Single burial was customary in ancient times, as is still the case among many peoples and in many lands. The most natural method was to bury one's dead near the house on one's own land, as is clear from 1 Samuel 25:1 and 1 Kings 2:3, while the latter passage, which refers to Joab, shows that this custom was not restricted to the burial of kings and prophets, as Winer ("B. R." i. 444) has supposed. The custom of interring Jewish kings in their castles, close to the Temple wall, is severely condemned by the prophet (Ezekiel 43:7-9), this criticism showing that graves were considered unclean, and were therefore not to be made near human habitations (Numbers 19:16). Graves were, accordingly, outside the cities (Luke 7:12; John 11:30), or, according to rabbinical precepts, fifty ells from the town (B. B. ii. 9).
also quoted by Couchman. In summarizing the article he says:

However, this article does not support the suggestion that because there were tombs at Nazareth, there could not have been people there:

  • The article itself says that 'The most natural method was to bury one's dead near the house on one's own land.'
  • It is at least possible that the reference in Ezekiel is not talking about burying bodies at all, but about idols. Contemporary English translations reflect this uncertainty.
  • The encyclopedia article talks about a distance of fifty ells. Apparently an ell was a distance of two feet, so fifty ells would have been around a hundred feet, or thirty metres. This is hardly a large enough distance to establish the point that if there were tombs there could not have been people living in the same neighbourhood.

Conclusion

It is a fact that there are tombs in the area. This does not mean that the area was uninhabited. In fact, there must have been people living in the area to provide the bodies to go in the tombs.

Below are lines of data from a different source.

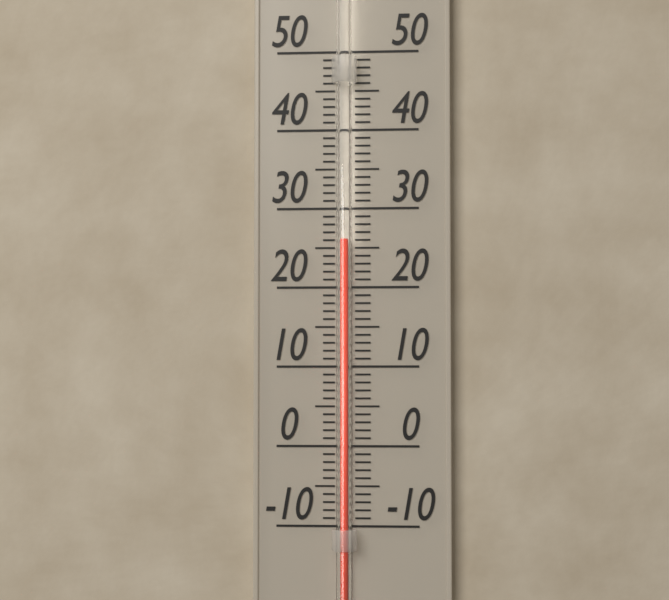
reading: 26 (no unit)
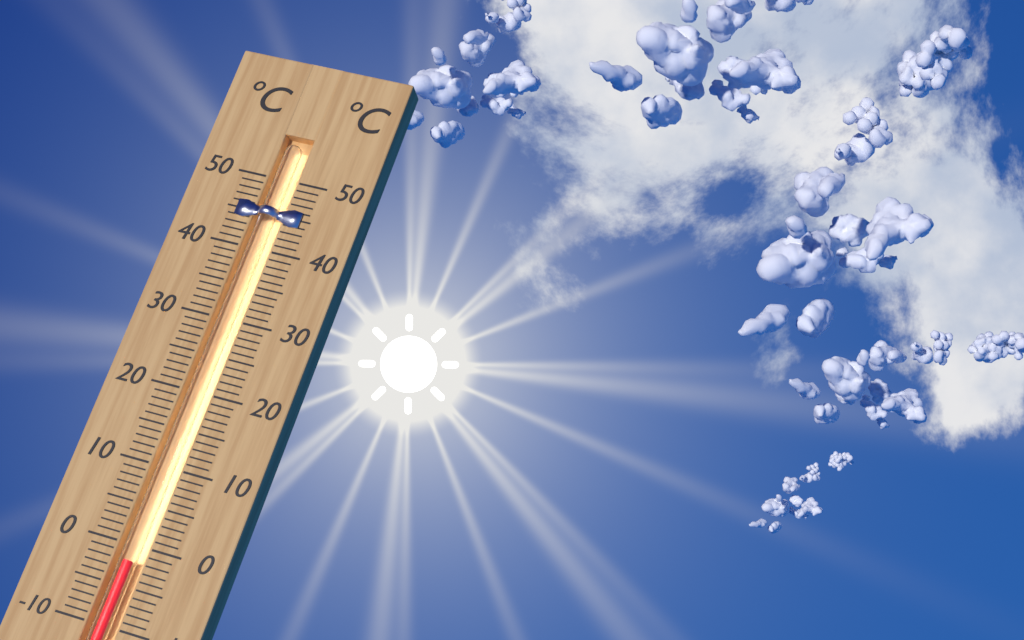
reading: -2 °C
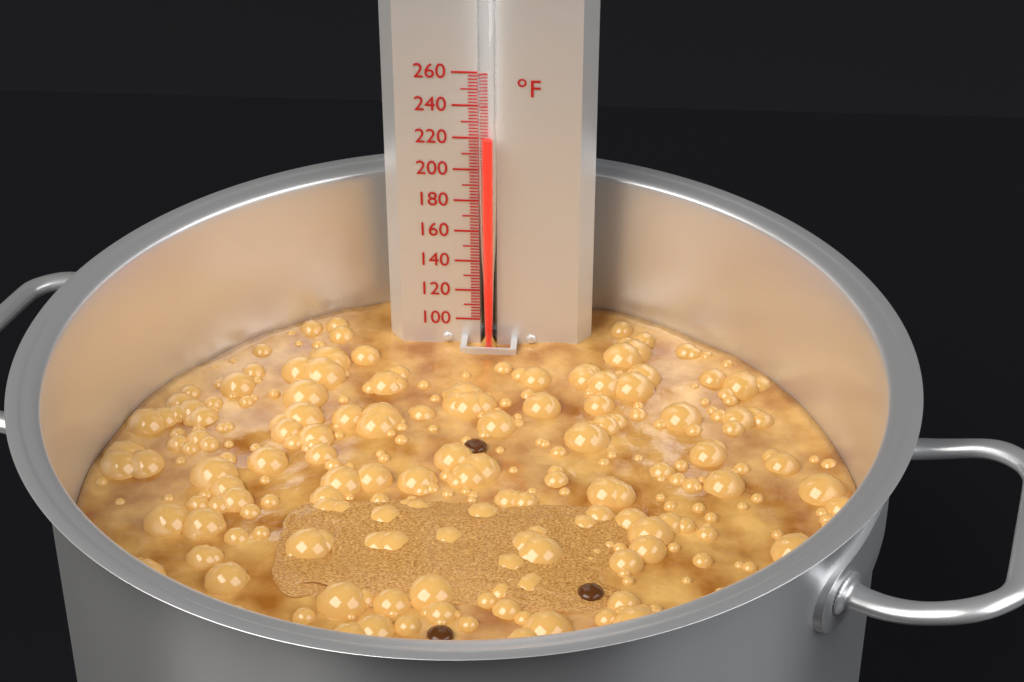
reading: 222 °F
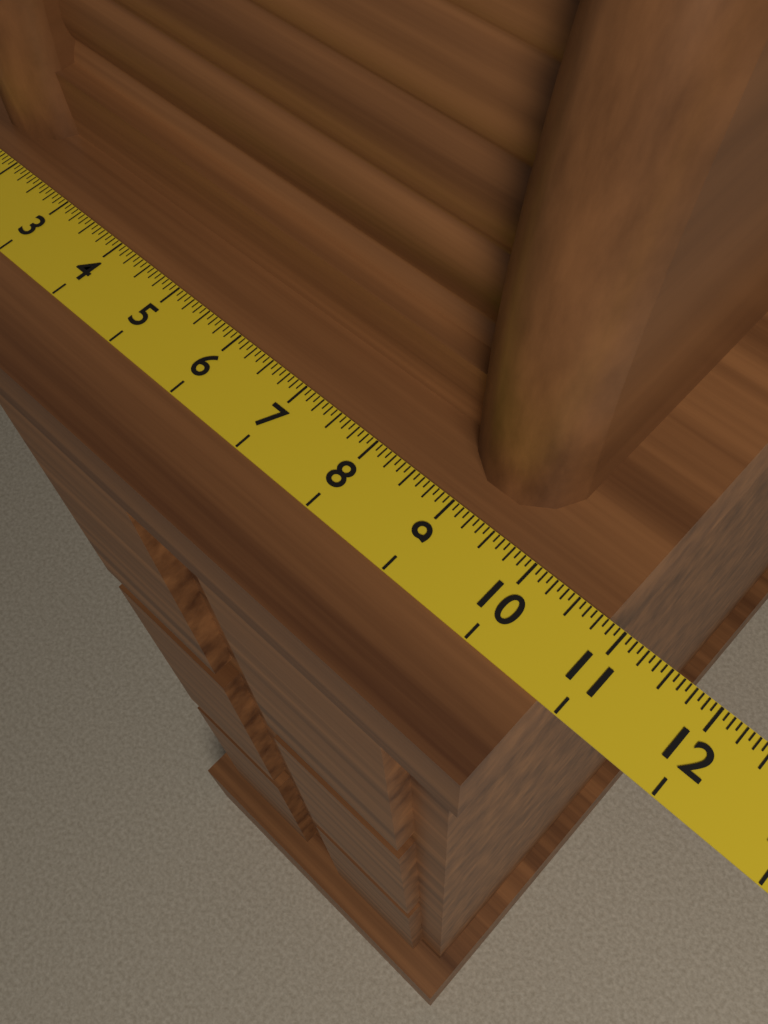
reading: 10.8125 (no unit)
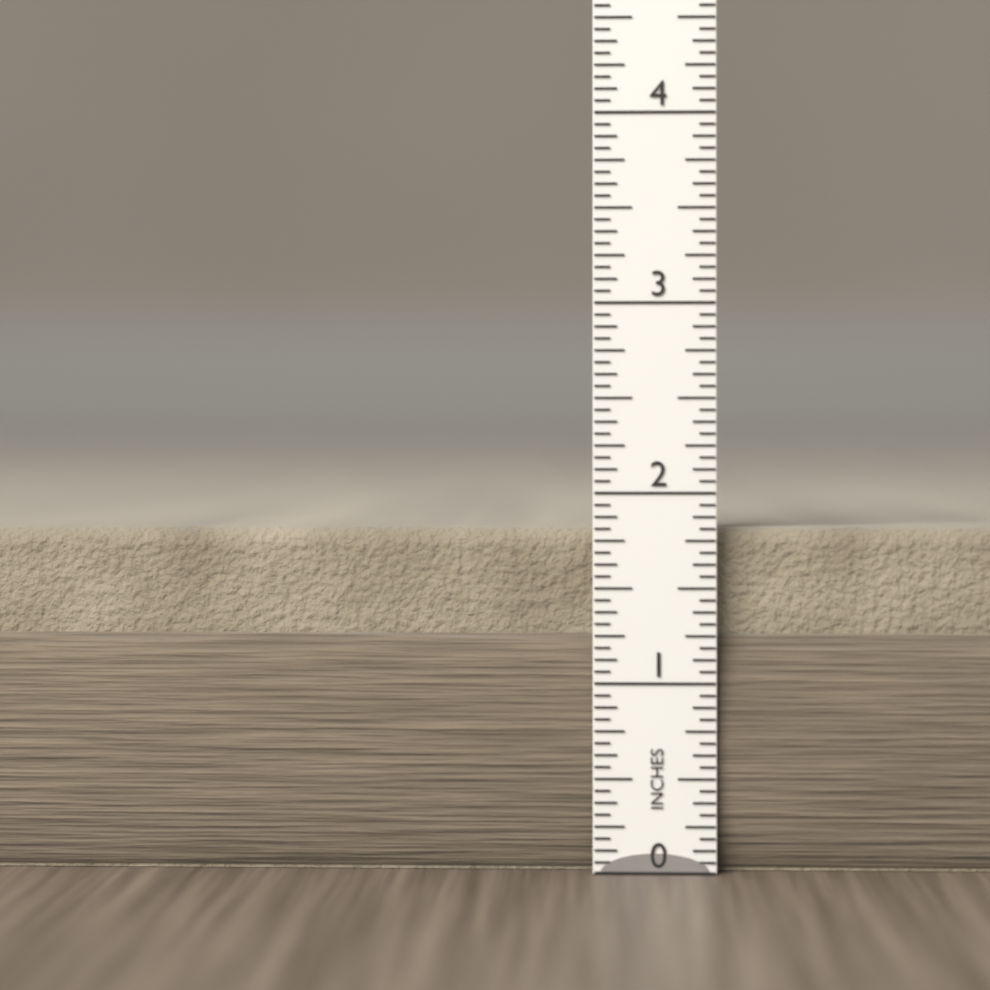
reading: 1.8125 in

(3) The geography is wrong.

In the Gospels is says that Jesus tried to read a prophetic scroll and implied his own identity as Messiah and they tried to throw him off a cliff. There are no cliffs in the area.


Humphreys says:

Nazareth, in fact, is located in a depression, set within gentle hills. The whole region is characterized by plains and mild rises with no sharp peaks or steep cliffs. The terrain is correctly understood as a high basin, for in one direction is the much lower Plain of Esdraelon. But there is no disguising Nazareth is built in a valley and not on a mountain. Even the mediaeval town sat below the summit – protected from the wind. Beginning only in 1957, the Jewish suburb called 'Nazerat Illit' ('Upper Nazareth') was built to the top of the hills to the east of the city.

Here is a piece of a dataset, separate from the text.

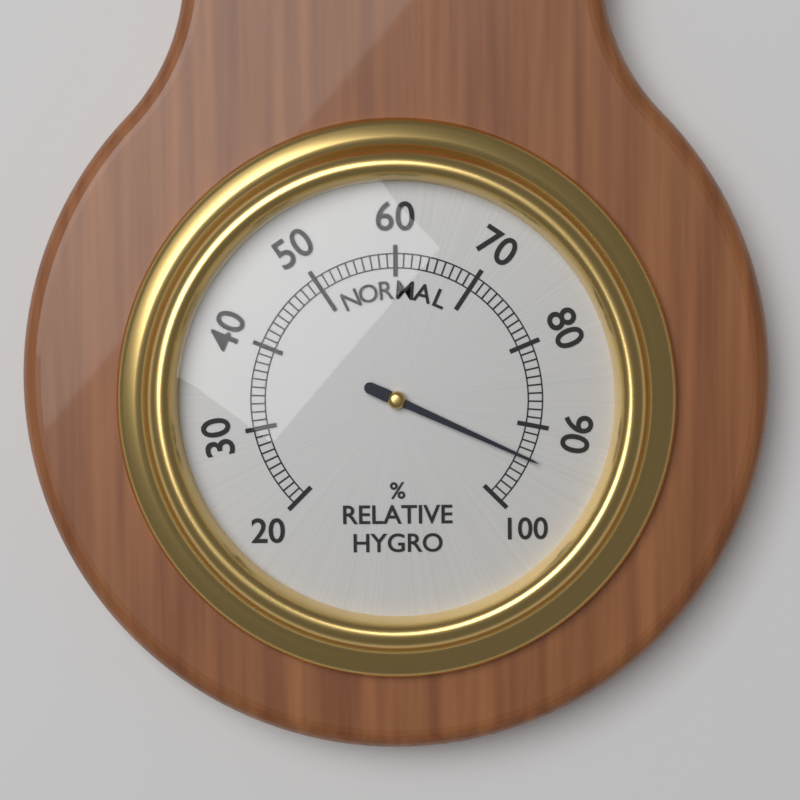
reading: 94 %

I know from previous research that there is a high place to throw him off of 2.5 miles. Humphreys' asserts they could not carry him that far, I don't know what not. He also solves the problem himself by suggested they roll him down the incline. It's a very rocky roll and if they threw him with enough force it could do some damage. This issue is really far too weak to disprove the existence of Nazareth. It's just picky. You can tell from the topography in the graphic above that it's amid hills and steep heights.